If President Roosevelt should decide that no Democrat can control prices, if he should give that job to a Republican especially close to Herbert Hoover, then the New Deal would have sunk as low as Adolf Hitler felt obliged to stoop last week.

Three years ago President Hoover and that pallid, ascetic German Chancellor, Dr. Heinrich Brüning, were both pursuing the same policy: Deflation. That winter German prices fell 10%. hammered down —so the German people believe—by Dr. Brüning’s implacable ”Price Dictator,” Dr. Karl Gördeler.

Then as now Dr. Gördeler was Leipzig’s Mayor. Reviled by Nazi orators for years, he is still emphatically no Nazi. His name inspires confidence among middleclass Germans who. fearful of acute shortages in the Fatherland this winter, have lately been buying up foodstuffs and clothing in a frantic rush to hoard (TIME, Aug. 6). One day last week Herr Hitler abruptly raised non-Nazi Mayor Gördeler once more to the rank of Price Dictator, made him “solely responsible to the Realmleader.”

Striving to cover up Nazidom’s most spectacular admission of failure to master German economic problems, Adolf Hitler’s personal newsorgan Völkischer Beobachter, printed these brave words: “We National Socialists do not believe in economic laws. We believe in the creative ability of our race. Because we believe in this power of our race, economics is subject to our creative ability.”

The new Price Dictator is indeed of German race. Needing all its creative ability, he showed little of it last week. Because the most savage efforts to control German prices have already been made by the Government for months, because Herr Hitler was supposed to have solved the price problem by appointing Reichsbank President Dr. Hjalmar Schacht his “Economic Dictator” (TIME, Aug. 13), and because German economists are in fact at their wits’ ends. Mayor Gördeler could do little last week but threaten and attempt to reassure.
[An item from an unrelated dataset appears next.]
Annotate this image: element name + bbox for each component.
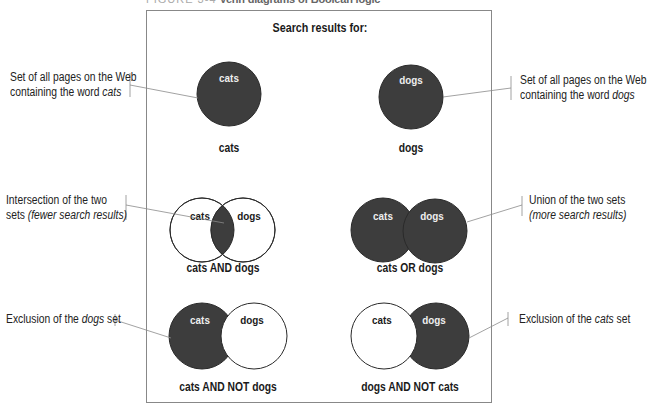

“I will unmercifully put aside all unjustifiable price increases,” he announced. “Price increases have taken place in many fields in recent months that are absolutely unbearable. A fear psychosis has crept in from which I would like to liberate those affected. . . . Wear your old clothes down to the last thread if necessary. . . . There is no excuse for any kind of worry about the supply of our daily needs. . . . My first activities will centre on food and clothing, for their prices seem to me the most critical.”